Itopride
| 證據等級: L5 | 預測適應症: 10 個 |
目錄
Itopride: From Functional Dyspepsia to Small Bowel Crohn Disease
One-Sentence Summary
Itopride is a dual-mechanism prokinetic agent (dopamine D2 antagonist + acetylcholinesterase inhibitor) approved for functional dyspepsia and non-ulcer dyspepsia. The TxGNN model predicts it may be effective for Small Bowel Crohn Disease with a score of 99.90%, however no clinical trials and no supporting literature currently exist for this indication, placing the evidence at Level L5 (model prediction only).
Quick Overview
| Item | Content |
|---|---|
| Original Indication | Functional dyspepsia / Non-ulcer dyspepsia |
| Predicted New Indication | Small Bowel Crohn Disease |
| TxGNN Prediction Score | 99.90% |
| Evidence Level | L5 (model prediction only, no actual studies) |
| India Market Status | ✗ Not Marketed |
| Number of Registrations | 0 |
| Recommended Decision | Hold |
Why is This Prediction Reasonable?
Currently, detailed mechanism of action data is not available from the data pack. Based on known information, Itopride combines dopamine D2 receptor antagonism with acetylcholinesterase (AChE) inhibition. By blocking D2 receptors in the enteric nervous system, it removes the inhibitory brake on gastrointestinal motility; simultaneously, AChE inhibition increases local acetylcholine levels, enhancing smooth muscle contractility throughout the GI tract. Its established efficacy in functional dyspepsia and non-ulcer dyspepsia confirms a predominantly gut-directed pharmacological profile.
The predicted link to small bowel Crohn disease is mechanistically tenuous. Crohn disease is driven by dysregulated mucosal immunity — T-cell-mediated inflammation, cytokine cascades (TNF-α, IL-12/23), and transmural granulomatous injury — none of which are direct targets of Itopride. While D2 antagonism carries a theoretical mild enteric anti-inflammatory potential, this remains speculative and has not been demonstrated in inflammatory bowel disease models.
The high TxGNN score most likely reflects co-occurrence of gastrointestinal tract nodes in the underlying knowledge graph rather than a direct biological mechanism. Itopride’s prokinetic action might offer symptomatic relief of dysmotility features that co-exist with Crohn disease, but this is a supportive role at best, not a disease-modifying one.
Clinical Trial Evidence
Currently no related clinical trials registered for Itopride in Small Bowel Crohn Disease.
Literature Evidence
Currently no related literature available for Itopride in Small Bowel Crohn Disease.
India Market Information
Itopride is currently not marketed in India and holds zero registered licenses. No product authorization data is available for this market.
Safety Considerations
Please refer to the package insert for safety information.
⚠️ Note: CDSCO package insert warnings, contraindications, and drug interaction data were identified as data gaps in this evidence pack. Safety review cannot be completed until these materials are retrieved from official sources.
Conclusion and Next Steps
Decision: Hold
Rationale: The TxGNN model yields a high prediction score, but the mechanistic link between Itopride’s prokinetic dual action and the immune-inflammatory pathology of small bowel Crohn disease is not supported by any clinical trials or published literature. The prediction is assessed as a likely knowledge-graph false positive arising from shared GI tract node proximity. Proceeding without a credible mechanistic hypothesis and with zero clinical evidence would not be a productive use of development resources at this stage.
To proceed, the following is needed:
- Mechanistic validation: Identify whether Itopride’s D2 antagonism has any documented effect on intestinal mucosal immunity or Crohn-related inflammatory pathways (in vitro / animal data minimum)
- MOA data gap resolution: Retrieve full DrugBank mechanism-of-action profile to enable proper target-disease mapping
- Safety data gap resolution: Download and parse the CDSCO / approved market package insert to complete contraindication and warning review
- Literature expansion: Conduct a broader PubMed search combining “itopride” with “inflammatory bowel disease”, “intestinal inflammation”, or “Crohn” to verify the zero-evidence finding
- Indication re-ranking review: Consider deprioritising rank 1 and focusing development resources on mechanistically stronger candidates from this same pack — notably gastric dilatation (rank 8) and hiatus hernia (rank 4), both of which have direct pathophysiological overlap with Itopride’s known prokinetic mechanism
Disclaimer
This content is for research purposes only and does not constitute medical advice. Clinical validation is required before any clinical application.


• [WHAT IS EXPECTED] Every line in the entries that holds "Judgment" should be identified and copied.

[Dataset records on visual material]
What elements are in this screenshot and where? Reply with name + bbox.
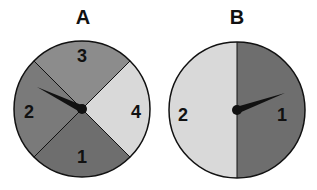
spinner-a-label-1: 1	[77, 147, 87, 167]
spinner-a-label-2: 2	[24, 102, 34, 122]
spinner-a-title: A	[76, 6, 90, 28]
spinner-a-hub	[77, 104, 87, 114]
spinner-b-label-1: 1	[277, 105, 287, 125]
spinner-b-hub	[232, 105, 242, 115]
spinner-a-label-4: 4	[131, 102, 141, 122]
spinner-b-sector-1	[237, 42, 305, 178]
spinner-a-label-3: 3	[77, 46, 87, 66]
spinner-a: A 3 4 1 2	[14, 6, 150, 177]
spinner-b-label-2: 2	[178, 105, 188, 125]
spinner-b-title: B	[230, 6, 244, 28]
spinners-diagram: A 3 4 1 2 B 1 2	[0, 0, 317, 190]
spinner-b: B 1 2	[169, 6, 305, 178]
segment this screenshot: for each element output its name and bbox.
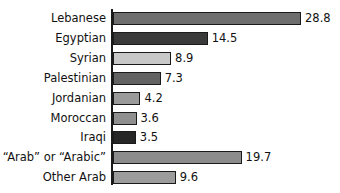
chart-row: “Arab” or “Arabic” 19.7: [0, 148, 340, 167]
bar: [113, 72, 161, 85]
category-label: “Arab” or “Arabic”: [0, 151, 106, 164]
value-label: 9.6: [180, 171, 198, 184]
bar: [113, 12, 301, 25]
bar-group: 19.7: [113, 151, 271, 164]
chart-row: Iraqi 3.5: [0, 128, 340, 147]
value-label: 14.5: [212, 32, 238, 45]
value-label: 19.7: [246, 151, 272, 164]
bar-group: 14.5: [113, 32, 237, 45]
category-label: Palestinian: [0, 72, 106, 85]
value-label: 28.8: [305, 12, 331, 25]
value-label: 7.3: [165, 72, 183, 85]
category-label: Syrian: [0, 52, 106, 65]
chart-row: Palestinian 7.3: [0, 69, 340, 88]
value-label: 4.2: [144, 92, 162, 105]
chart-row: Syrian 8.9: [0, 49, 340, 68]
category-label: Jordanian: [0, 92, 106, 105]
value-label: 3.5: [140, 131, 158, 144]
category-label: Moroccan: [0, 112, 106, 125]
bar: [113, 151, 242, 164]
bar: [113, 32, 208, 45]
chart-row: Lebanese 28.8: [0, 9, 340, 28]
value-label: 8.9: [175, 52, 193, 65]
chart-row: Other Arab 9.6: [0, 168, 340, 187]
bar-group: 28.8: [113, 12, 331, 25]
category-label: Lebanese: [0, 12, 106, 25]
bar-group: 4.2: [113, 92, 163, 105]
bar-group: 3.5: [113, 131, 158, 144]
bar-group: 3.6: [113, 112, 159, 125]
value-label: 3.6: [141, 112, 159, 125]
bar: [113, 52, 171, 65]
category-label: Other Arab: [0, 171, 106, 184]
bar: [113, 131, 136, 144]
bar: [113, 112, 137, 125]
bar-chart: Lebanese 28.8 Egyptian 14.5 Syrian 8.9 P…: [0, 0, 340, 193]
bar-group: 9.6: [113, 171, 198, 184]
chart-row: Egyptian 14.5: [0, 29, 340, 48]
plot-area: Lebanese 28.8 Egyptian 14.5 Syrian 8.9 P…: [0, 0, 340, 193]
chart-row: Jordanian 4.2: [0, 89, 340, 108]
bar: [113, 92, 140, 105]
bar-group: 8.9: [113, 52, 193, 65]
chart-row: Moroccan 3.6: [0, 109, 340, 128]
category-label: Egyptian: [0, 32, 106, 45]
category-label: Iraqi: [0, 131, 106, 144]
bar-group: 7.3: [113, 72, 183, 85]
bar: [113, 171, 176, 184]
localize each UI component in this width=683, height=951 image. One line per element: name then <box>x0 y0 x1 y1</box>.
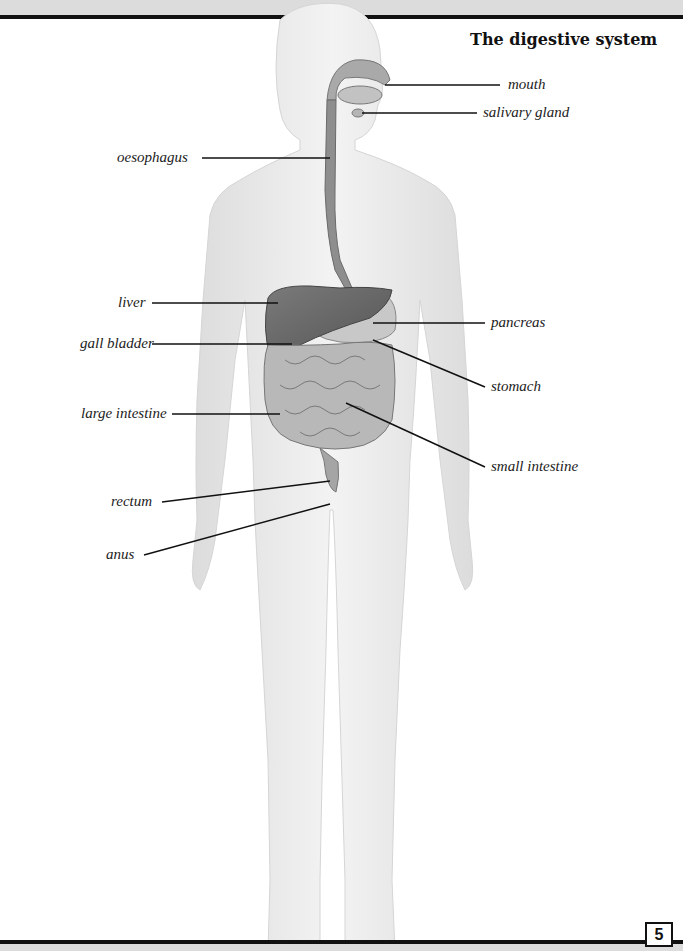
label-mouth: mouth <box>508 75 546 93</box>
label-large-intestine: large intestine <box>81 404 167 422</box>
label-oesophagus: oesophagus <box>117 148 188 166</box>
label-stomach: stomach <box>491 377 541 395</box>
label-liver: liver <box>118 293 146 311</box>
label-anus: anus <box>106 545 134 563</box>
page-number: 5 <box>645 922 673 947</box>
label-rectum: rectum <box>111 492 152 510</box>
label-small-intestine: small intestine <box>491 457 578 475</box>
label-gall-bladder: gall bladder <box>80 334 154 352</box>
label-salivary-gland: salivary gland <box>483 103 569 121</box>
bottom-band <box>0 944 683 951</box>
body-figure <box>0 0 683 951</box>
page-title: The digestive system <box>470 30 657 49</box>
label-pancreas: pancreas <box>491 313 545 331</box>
==
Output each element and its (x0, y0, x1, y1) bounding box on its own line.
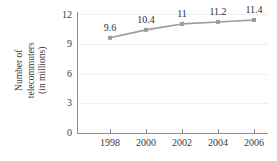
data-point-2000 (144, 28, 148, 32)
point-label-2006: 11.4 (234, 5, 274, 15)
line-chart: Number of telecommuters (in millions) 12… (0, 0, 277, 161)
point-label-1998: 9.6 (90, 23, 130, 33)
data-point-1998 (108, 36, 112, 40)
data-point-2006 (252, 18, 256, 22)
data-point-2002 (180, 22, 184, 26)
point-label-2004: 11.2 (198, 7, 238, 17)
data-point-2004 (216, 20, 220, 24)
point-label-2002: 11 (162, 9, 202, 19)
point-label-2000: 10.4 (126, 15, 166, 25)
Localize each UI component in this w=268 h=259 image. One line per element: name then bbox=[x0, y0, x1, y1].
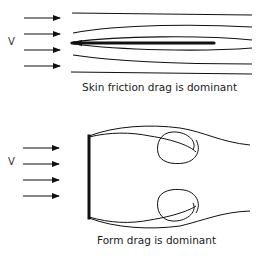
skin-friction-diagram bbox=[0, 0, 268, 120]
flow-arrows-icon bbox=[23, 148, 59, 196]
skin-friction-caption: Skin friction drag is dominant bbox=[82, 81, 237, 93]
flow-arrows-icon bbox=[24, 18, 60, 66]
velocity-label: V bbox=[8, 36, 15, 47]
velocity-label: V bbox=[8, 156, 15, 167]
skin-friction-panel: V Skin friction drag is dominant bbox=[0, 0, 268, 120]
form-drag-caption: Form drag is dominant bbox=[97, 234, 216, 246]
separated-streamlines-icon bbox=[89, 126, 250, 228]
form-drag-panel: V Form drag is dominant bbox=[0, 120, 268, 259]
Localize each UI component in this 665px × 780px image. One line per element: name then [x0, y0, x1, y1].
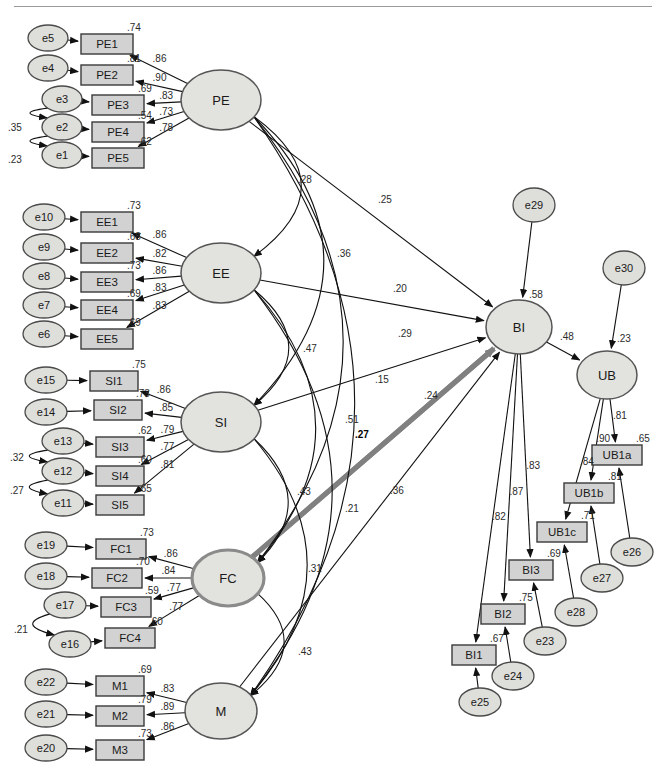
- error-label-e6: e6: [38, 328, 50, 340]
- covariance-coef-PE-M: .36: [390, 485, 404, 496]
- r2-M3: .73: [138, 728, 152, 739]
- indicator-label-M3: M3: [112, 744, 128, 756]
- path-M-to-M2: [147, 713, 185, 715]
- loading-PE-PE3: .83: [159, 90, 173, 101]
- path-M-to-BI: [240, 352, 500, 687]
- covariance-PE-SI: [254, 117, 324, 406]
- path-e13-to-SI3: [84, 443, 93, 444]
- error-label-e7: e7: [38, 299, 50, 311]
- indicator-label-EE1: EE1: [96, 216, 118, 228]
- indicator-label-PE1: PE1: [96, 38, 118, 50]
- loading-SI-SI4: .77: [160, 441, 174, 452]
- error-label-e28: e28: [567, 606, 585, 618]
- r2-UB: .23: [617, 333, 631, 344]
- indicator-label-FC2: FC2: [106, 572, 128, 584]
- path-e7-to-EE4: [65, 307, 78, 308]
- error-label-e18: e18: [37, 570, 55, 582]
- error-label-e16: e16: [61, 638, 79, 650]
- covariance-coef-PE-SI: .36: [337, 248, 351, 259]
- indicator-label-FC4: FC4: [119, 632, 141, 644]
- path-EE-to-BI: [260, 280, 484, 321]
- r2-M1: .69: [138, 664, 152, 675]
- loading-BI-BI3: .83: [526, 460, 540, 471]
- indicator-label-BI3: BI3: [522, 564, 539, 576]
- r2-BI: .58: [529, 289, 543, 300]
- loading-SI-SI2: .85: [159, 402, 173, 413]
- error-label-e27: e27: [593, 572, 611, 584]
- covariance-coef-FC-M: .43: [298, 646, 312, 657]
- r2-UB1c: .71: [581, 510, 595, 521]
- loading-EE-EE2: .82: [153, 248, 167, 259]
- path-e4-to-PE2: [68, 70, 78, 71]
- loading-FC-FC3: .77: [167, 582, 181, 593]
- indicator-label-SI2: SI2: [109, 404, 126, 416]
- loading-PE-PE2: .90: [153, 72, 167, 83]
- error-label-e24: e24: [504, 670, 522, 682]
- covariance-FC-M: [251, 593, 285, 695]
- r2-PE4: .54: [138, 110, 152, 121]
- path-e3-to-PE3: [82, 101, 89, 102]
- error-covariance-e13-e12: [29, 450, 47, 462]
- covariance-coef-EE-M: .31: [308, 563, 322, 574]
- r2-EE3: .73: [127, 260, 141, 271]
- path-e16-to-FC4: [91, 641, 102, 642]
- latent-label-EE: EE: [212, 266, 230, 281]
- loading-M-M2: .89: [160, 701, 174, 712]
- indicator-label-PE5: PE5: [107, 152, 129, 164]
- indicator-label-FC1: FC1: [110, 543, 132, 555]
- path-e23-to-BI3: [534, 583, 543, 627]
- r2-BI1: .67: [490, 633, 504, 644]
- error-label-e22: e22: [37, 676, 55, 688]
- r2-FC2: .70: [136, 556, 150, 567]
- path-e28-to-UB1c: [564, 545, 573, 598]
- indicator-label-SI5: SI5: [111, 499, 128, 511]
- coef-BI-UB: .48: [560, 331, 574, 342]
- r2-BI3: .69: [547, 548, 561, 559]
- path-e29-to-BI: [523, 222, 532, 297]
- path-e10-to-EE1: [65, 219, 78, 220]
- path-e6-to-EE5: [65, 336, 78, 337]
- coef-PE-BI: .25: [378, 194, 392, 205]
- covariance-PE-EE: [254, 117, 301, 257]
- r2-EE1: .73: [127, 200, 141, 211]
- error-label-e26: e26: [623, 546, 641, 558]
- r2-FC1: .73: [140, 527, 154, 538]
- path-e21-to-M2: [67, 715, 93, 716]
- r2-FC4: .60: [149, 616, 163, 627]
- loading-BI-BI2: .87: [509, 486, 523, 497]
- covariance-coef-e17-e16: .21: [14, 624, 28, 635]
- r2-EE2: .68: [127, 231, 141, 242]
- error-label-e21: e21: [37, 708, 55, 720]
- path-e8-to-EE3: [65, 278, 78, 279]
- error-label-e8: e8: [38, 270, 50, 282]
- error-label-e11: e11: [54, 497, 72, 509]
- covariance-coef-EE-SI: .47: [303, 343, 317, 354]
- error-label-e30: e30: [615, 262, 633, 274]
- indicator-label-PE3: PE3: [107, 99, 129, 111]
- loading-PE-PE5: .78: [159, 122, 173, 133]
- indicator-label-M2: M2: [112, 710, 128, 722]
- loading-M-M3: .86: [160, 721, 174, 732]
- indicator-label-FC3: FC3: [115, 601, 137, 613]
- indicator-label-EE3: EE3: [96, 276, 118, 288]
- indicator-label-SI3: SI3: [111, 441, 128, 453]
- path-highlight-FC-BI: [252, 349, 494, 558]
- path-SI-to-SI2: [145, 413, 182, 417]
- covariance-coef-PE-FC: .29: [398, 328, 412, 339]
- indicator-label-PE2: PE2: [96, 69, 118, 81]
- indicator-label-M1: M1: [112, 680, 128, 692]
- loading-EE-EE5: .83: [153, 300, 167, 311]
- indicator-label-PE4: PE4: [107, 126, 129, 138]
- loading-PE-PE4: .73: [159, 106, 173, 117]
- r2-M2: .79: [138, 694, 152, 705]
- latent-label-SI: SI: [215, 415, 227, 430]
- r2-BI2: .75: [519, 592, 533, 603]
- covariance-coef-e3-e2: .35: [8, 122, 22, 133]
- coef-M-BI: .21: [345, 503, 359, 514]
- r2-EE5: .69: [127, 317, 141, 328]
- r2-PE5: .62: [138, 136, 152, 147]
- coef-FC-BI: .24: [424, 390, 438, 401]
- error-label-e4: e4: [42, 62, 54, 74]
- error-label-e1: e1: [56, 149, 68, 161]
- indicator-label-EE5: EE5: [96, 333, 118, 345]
...
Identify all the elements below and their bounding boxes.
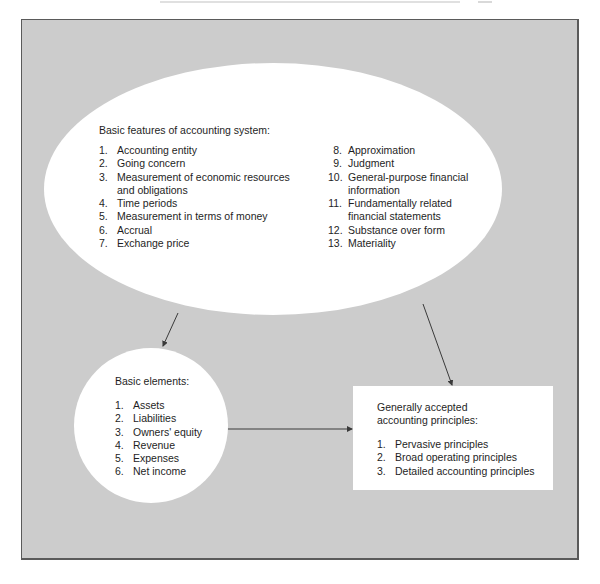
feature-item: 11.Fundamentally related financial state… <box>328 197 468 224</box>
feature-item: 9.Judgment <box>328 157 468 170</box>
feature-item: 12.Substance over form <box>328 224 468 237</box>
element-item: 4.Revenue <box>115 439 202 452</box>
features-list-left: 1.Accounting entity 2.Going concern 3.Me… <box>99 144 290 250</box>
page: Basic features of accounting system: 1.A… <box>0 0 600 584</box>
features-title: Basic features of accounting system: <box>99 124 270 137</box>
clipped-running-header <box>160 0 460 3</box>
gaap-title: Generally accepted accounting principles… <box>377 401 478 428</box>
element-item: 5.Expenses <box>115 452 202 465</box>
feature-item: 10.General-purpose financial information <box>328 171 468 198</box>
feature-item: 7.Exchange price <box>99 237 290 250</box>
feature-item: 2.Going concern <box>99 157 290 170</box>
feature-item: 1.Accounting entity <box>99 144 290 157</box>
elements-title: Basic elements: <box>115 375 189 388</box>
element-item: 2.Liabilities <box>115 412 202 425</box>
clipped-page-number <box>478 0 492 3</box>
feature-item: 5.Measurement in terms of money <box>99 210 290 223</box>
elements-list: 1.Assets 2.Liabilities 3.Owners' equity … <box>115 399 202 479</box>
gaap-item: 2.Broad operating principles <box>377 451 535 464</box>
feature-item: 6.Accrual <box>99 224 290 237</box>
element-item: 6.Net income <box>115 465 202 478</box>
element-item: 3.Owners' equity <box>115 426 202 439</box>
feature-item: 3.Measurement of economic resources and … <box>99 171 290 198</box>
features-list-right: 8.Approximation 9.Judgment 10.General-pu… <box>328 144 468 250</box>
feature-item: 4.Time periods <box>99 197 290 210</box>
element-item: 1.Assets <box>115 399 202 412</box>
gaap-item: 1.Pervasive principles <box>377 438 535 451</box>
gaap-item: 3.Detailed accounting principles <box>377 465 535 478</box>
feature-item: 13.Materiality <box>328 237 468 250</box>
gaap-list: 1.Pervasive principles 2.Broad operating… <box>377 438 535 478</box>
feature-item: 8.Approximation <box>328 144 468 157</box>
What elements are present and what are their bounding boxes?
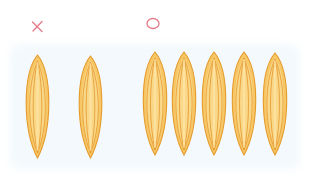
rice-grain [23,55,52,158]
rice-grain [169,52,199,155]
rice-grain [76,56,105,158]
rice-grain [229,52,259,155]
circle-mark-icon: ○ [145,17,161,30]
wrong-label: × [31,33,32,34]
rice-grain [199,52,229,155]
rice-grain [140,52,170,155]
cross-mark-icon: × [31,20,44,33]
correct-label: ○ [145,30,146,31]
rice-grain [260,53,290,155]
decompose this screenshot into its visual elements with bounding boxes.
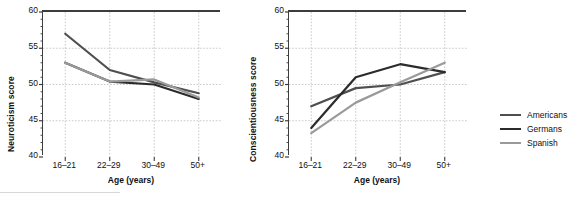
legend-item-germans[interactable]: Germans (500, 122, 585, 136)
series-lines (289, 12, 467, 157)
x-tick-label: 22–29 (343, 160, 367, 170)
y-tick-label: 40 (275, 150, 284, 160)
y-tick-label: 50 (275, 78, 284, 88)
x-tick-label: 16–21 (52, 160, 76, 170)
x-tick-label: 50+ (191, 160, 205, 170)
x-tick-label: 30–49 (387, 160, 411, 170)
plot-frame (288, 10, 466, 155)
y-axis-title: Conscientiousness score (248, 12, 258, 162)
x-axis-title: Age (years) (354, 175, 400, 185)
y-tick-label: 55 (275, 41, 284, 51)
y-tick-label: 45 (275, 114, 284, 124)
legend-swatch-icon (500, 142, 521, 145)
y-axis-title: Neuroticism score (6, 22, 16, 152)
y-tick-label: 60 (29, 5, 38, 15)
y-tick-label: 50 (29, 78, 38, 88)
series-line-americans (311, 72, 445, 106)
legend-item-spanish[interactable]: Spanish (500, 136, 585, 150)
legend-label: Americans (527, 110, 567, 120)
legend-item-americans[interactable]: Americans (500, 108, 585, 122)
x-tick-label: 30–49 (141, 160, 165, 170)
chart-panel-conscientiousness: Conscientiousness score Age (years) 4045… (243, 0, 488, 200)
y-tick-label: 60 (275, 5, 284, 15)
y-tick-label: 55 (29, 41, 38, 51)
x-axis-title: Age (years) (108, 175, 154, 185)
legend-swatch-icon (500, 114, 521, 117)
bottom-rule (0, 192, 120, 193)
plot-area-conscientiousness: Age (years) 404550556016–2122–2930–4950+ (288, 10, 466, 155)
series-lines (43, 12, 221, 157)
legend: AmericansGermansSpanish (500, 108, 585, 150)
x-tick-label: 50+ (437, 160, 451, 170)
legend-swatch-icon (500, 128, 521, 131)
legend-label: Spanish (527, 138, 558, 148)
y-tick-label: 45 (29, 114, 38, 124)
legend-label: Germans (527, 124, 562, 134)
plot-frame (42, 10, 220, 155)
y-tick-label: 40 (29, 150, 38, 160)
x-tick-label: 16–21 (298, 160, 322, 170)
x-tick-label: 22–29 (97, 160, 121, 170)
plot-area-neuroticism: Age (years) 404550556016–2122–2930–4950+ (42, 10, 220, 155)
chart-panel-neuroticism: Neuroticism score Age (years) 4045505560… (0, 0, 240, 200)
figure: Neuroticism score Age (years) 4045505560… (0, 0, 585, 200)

• [WRITTEN ANSWER]
feature-item: 9.Judgment <box>328 157 468 170</box>
features-list-right: 8.Approximation 9.Judgment 10.General-pu… <box>328 144 468 250</box>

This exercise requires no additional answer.